Some Stories
from the outside from the inside
I don’t know what to make of some stories. I was sitting with my father-in-law this afternoon. He turned 100 last week. I was sitting on the couch where he lives and thinking about the manuscript I’m working on. It’s a series of stories that come from the places I’ve spent my time outside the lines/between the cracks/outside the camp/into the mystic where it has been my privilege to work. But they are work stories. My so-called career, the stories are unusual and they are many.
I was sitting on the couch thinking about the manuscript I’m working on. Then I was thinking about my teachers, I’ve had many who have been good guides for me. I was thinking: I have too many good teachers in my story to include in this manuscript.

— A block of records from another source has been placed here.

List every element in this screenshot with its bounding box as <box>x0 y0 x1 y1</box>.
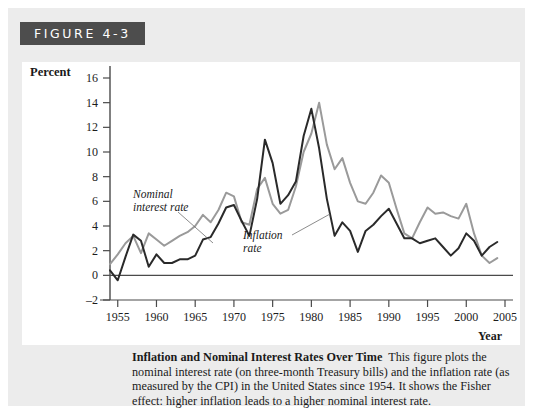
y-tick-label: 6 <box>92 194 98 208</box>
y-tick-label: 12 <box>86 120 98 134</box>
y-tick-label: 2 <box>92 244 98 258</box>
x-tick-label: 1970 <box>222 310 246 324</box>
y-tick-label: 16 <box>86 71 98 85</box>
x-tick-label: 1990 <box>377 310 401 324</box>
annotation-leader-inflation <box>292 214 330 235</box>
x-tick-label: 1975 <box>261 310 285 324</box>
y-tick-label: 10 <box>86 145 98 159</box>
x-tick-label: 1960 <box>144 310 168 324</box>
x-tick-label: 1995 <box>416 310 440 324</box>
y-tick-label: 0 <box>92 268 98 282</box>
annotation-leader-nominal <box>178 212 213 243</box>
y-tick-label: 14 <box>86 96 98 110</box>
figure-caption: Inflation and Nominal Interest Rates Ove… <box>132 350 518 408</box>
x-tick-label: 1985 <box>338 310 362 324</box>
x-tick-label: 2000 <box>454 310 478 324</box>
caption-title: Inflation and Nominal Interest Rates Ove… <box>132 350 382 364</box>
annotation-label-nominal: Nominal <box>132 188 173 200</box>
y-tick-label: –2 <box>85 293 98 307</box>
x-tick-label: 2005 <box>493 310 517 324</box>
annotation-label-nominal: interest rate <box>133 201 188 213</box>
annotation-label-inflation: Inflation <box>242 229 283 242</box>
series-line-nominal <box>110 103 497 265</box>
annotation-label-inflation: rate <box>243 242 262 254</box>
x-tick-label: 1965 <box>183 310 207 324</box>
y-tick-label: 8 <box>92 170 98 184</box>
x-tick-label: 1955 <box>106 310 130 324</box>
x-tick-label: 1980 <box>299 310 323 324</box>
y-tick-label: 4 <box>92 219 98 233</box>
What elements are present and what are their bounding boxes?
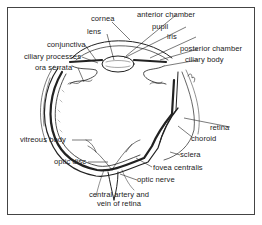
label-fovea-centralis: fovea centralis	[153, 164, 203, 172]
label-lens: lens	[87, 28, 101, 36]
label-choroid: choroid	[191, 135, 216, 143]
label-optic-nerve: optic nerve	[137, 176, 175, 184]
label-posterior-chamber: posterior chamber	[180, 45, 242, 53]
label-optic-disc: optic disc	[54, 158, 86, 166]
label-ciliary-body: ciliary body	[185, 56, 224, 64]
label-central-artery-line2: vein of retina	[84, 200, 154, 208]
label-ciliary-processes: ciliary processes	[24, 53, 81, 61]
label-retina: retina	[210, 124, 229, 132]
label-ora-serrata: ora serrata	[35, 64, 72, 72]
label-cornea: cornea	[91, 15, 115, 23]
label-sclera: sclera	[180, 151, 201, 159]
label-conjunctiva: conjunctiva	[47, 41, 86, 49]
label-anterior-chamber: anterior chamber	[137, 11, 195, 19]
label-central-artery-line1: central artery and	[84, 191, 154, 199]
label-pupil: pupil	[152, 23, 168, 31]
label-vitreous-body: vitreous body	[20, 136, 66, 144]
label-iris: iris	[167, 33, 177, 41]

Those stories, too, are many.
Before I was done with the thought, I wrote this in a little notebook I carry in my pocket:
I’ve left the names and stories of my teachers out of this book. There are many of them. That will have to be another book.
This afternoon, the afternoon of the incursion into the synagogue in West Bloomfield, Michigan, I was sitting on the couch with my father-in-law, 100 years old, he was watching the news on TV. I wasn’t paying attention to the TV.

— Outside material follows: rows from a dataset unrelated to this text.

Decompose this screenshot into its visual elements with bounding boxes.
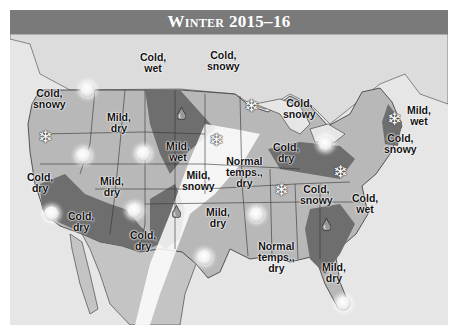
- sun-icon: [318, 136, 333, 151]
- region-label-gulf-coast: Normaltemps.,dry: [258, 241, 295, 274]
- snowflake-icon: ❄: [207, 131, 225, 149]
- region-label-idaho-montana: Mild,dry: [107, 112, 131, 134]
- region-label-pacific-nw: Cold,snowy: [33, 88, 66, 110]
- region-label-california: Cold,dry: [27, 172, 53, 194]
- region-label-texas: Mild,dry: [206, 207, 230, 229]
- sun-icon: [127, 203, 142, 218]
- snowflake-icon: ❄: [36, 128, 54, 146]
- region-label-carolinas: Cold,wet: [352, 193, 378, 215]
- region-label-great-lakes: Cold,snowy: [283, 98, 316, 120]
- sun-icon: [76, 148, 91, 163]
- sun-icon: [44, 206, 59, 221]
- sun-icon: [197, 250, 212, 265]
- raindrop-icon: [172, 205, 181, 218]
- snowflake-icon: ❄: [385, 110, 403, 128]
- snowflake-icon: ❄: [242, 97, 260, 115]
- region-label-mid-atlantic: Cold,snowy: [384, 133, 417, 155]
- region-label-great-basin: Mild,dry: [100, 176, 124, 198]
- region-label-northern-rockies: Cold,wet: [140, 52, 166, 74]
- region-label-central-plains: Mild,wet: [166, 141, 190, 163]
- raindrop-icon: [322, 218, 331, 231]
- snowflake-icon: ❄: [272, 181, 290, 199]
- region-label-new-mexico: Cold,dry: [130, 230, 156, 252]
- region-label-missouri: Normaltemps.,dry: [226, 156, 263, 189]
- sun-icon: [80, 82, 95, 97]
- region-label-kansas: Mild,snowy: [182, 170, 215, 192]
- sun-icon: [249, 207, 264, 222]
- title-bar: Winter 2015–16: [10, 10, 448, 34]
- raindrop-icon: [177, 107, 186, 120]
- snowflake-icon: ❄: [331, 163, 349, 181]
- sun-icon: [136, 146, 151, 161]
- region-label-new-england: Mild,wet: [407, 105, 431, 127]
- map-title: Winter 2015–16: [168, 12, 291, 32]
- region-label-florida: Mild,dry: [322, 262, 346, 284]
- region-label-tennessee: Cold,snowy: [300, 184, 333, 206]
- sun-icon: [336, 296, 351, 311]
- region-label-upper-midwest: Cold,snowy: [207, 50, 240, 72]
- region-label-ohio-valley: Cold,dry: [273, 142, 299, 164]
- region-label-southwest: Cold,dry: [68, 211, 94, 233]
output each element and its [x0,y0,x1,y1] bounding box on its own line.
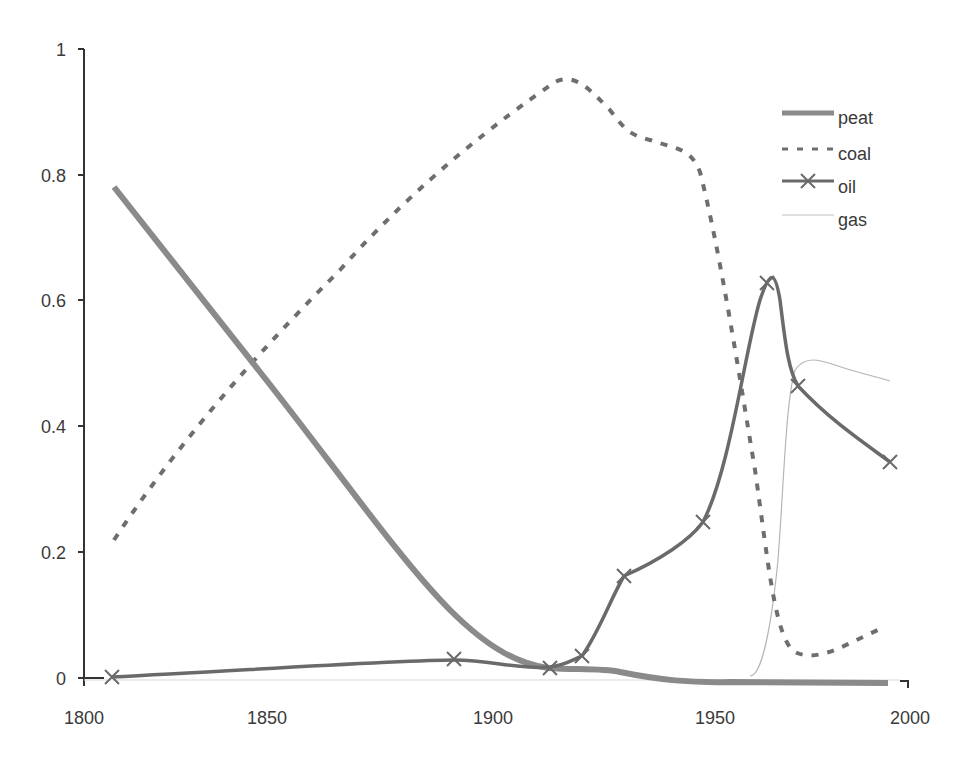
oil-marker-x-icon [696,515,710,529]
oil-markers [105,276,897,684]
series-oil [112,278,890,678]
series-coal [114,79,882,655]
fuel-share-chart: 1 0.8 0.6 0.4 0.2 0 1800 1850 1900 1950 … [0,0,966,774]
legend: peat coal oil gas [782,108,873,230]
x-label-1800: 1800 [64,708,104,728]
y-label-0.8: 0.8 [41,166,66,186]
legend-peat-label: peat [838,108,873,128]
y-axis-ticks [78,49,104,678]
oil-marker-x-icon [883,455,897,469]
oil-marker-x-icon [760,276,774,290]
y-label-1: 1 [56,40,66,60]
x-label-1950: 1950 [695,708,735,728]
y-label-0: 0 [56,669,66,689]
x-label-1900: 1900 [473,708,513,728]
legend-gas-label: gas [838,210,867,230]
x-axis-end-bracket [900,681,908,688]
x-label-2000: 2000 [890,708,930,728]
oil-marker-x-icon [791,379,805,393]
x-label-1850: 1850 [247,708,287,728]
y-label-0.2: 0.2 [41,543,66,563]
oil-marker-x-icon [617,569,631,583]
y-label-0.4: 0.4 [41,417,66,437]
legend-oil-label: oil [838,177,856,197]
y-label-0.6: 0.6 [41,291,66,311]
legend-coal-label: coal [838,144,871,164]
oil-marker-x-icon [575,649,589,663]
y-axis-labels: 1 0.8 0.6 0.4 0.2 0 [41,40,66,689]
x-axis-labels: 1800 1850 1900 1950 2000 [64,708,930,728]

Jimmy, he said, look – Detroit [they were talking about the event at Temple Israel].
Yes. I know that synagogue, I said, I went there as a little boy. At that time, it was in Detroit.

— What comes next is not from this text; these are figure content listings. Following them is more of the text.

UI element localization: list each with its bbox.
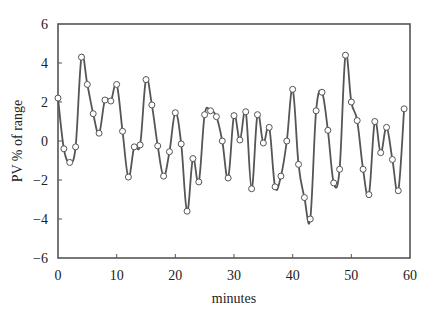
data-point-marker	[114, 81, 120, 87]
data-point-marker	[125, 174, 131, 180]
data-point-marker	[108, 98, 114, 104]
data-point-marker	[395, 188, 401, 194]
y-tick-label: 0	[41, 134, 48, 149]
data-point-marker	[73, 144, 79, 150]
data-point-marker	[190, 156, 196, 162]
data-point-marker	[213, 114, 219, 120]
data-point-marker	[161, 173, 167, 179]
data-point-marker	[131, 144, 137, 150]
data-series-line	[58, 53, 404, 224]
data-point-marker	[120, 128, 126, 134]
data-point-marker	[337, 166, 343, 172]
pv-time-series-chart: 0102030405060 −6−4−20246 minutes PV % of…	[0, 0, 430, 316]
data-point-marker	[155, 143, 161, 149]
y-tick-label: 6	[41, 17, 48, 32]
data-point-marker	[208, 108, 214, 114]
data-point-marker	[384, 124, 390, 130]
data-point-marker	[301, 195, 307, 201]
data-point-marker	[260, 140, 266, 146]
x-axis-label: minutes	[212, 291, 256, 306]
data-point-marker	[272, 184, 278, 190]
x-tick-label: 40	[286, 268, 300, 283]
y-tick-label: 4	[41, 56, 48, 71]
y-tick-labels: −6−4−20246	[33, 17, 48, 266]
x-tick-label: 60	[403, 268, 417, 283]
x-tick-labels: 0102030405060	[55, 268, 418, 283]
x-tick-label: 50	[344, 268, 358, 283]
data-point-marker	[360, 166, 366, 172]
data-point-marker	[178, 141, 184, 147]
data-point-marker	[354, 118, 360, 124]
data-point-marker	[313, 108, 319, 114]
data-point-marker	[331, 180, 337, 186]
data-point-marker	[348, 99, 354, 105]
x-tick-label: 30	[227, 268, 241, 283]
data-point-marker	[249, 186, 255, 192]
data-point-marker	[78, 54, 84, 60]
data-point-marker	[90, 111, 96, 117]
data-point-marker	[266, 124, 272, 130]
x-tick-label: 0	[55, 268, 62, 283]
y-tick-label: −2	[33, 173, 48, 188]
data-point-marker	[378, 150, 384, 156]
data-point-marker	[237, 137, 243, 143]
data-point-marker	[243, 109, 249, 115]
data-point-marker	[55, 95, 61, 101]
data-point-marker	[96, 130, 102, 136]
series-path	[58, 53, 404, 224]
plot-frame	[58, 24, 410, 258]
data-point-marker	[319, 89, 325, 95]
data-point-marker	[202, 112, 208, 118]
y-tick-label: 2	[41, 95, 48, 110]
plot-border	[58, 24, 410, 258]
data-point-marker	[61, 146, 67, 152]
data-point-marker	[231, 113, 237, 119]
data-point-marker	[166, 149, 172, 155]
y-axis-label: PV % of range	[10, 100, 25, 183]
data-point-marker	[184, 208, 190, 214]
data-point-marker	[137, 142, 143, 148]
data-point-marker	[219, 138, 225, 144]
data-point-marker	[172, 110, 178, 116]
data-point-marker	[67, 159, 73, 165]
axis-ticks	[58, 63, 351, 258]
y-tick-label: −6	[33, 251, 48, 266]
chart-svg: 0102030405060 −6−4−20246 minutes PV % of…	[0, 0, 430, 316]
data-point-marker	[342, 52, 348, 58]
x-tick-label: 20	[168, 268, 182, 283]
data-point-marker	[307, 216, 313, 222]
data-point-marker	[196, 179, 202, 185]
data-point-marker	[225, 175, 231, 181]
data-point-marker	[143, 77, 149, 83]
data-point-marker	[325, 127, 331, 133]
data-point-marker	[372, 119, 378, 125]
data-point-marker	[389, 157, 395, 163]
data-point-marker	[254, 112, 260, 118]
data-point-marker	[401, 106, 407, 112]
x-tick-label: 10	[110, 268, 124, 283]
y-tick-label: −4	[33, 212, 48, 227]
data-point-marker	[296, 161, 302, 167]
data-point-marker	[84, 81, 90, 87]
data-point-marker	[366, 192, 372, 198]
data-point-marker	[290, 86, 296, 92]
data-point-marker	[278, 173, 284, 179]
data-point-marker	[149, 102, 155, 108]
data-point-marker	[102, 97, 108, 103]
data-point-marker	[284, 138, 290, 144]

Thus this piece, the rabbi’s wife in third grade? That was Temple Israel. 3.12.26
Freedom Chain: links, an excerpt
What sets you free? Everything. A freedom chain, the links, every link contributes. You make time to thank them every time you can, you remember them.
You were a kid and a teacher paid attention to you, someone put down his papers when you walked into his office, a teacher in fourth grade asked you to stay after school so she could show you how to make your own book.
It is infinitely regressible, this freedom chain. Every act built on prior acts.
Each act in the chain of behavior which leads to freedom is built on a previous act. You may never know when it begins. Every act contributes in some partial way to freedom.
The rabbi’s wife in third grade* noticed you. She planted something in you that grew. Forty years later you had a portable phone in your car and you called her house on your way home from the synagogue where you were now rabbi. You thanked her.
No deed is done, no thought is thought, no dream is dreamed, for nothing. Everything contributes in some inscrutable way to freedom. When does freedom begin? It may begin today, with this thought.
Now you give it away. You give it away every chance you get. You thank every one you can. You do not wait.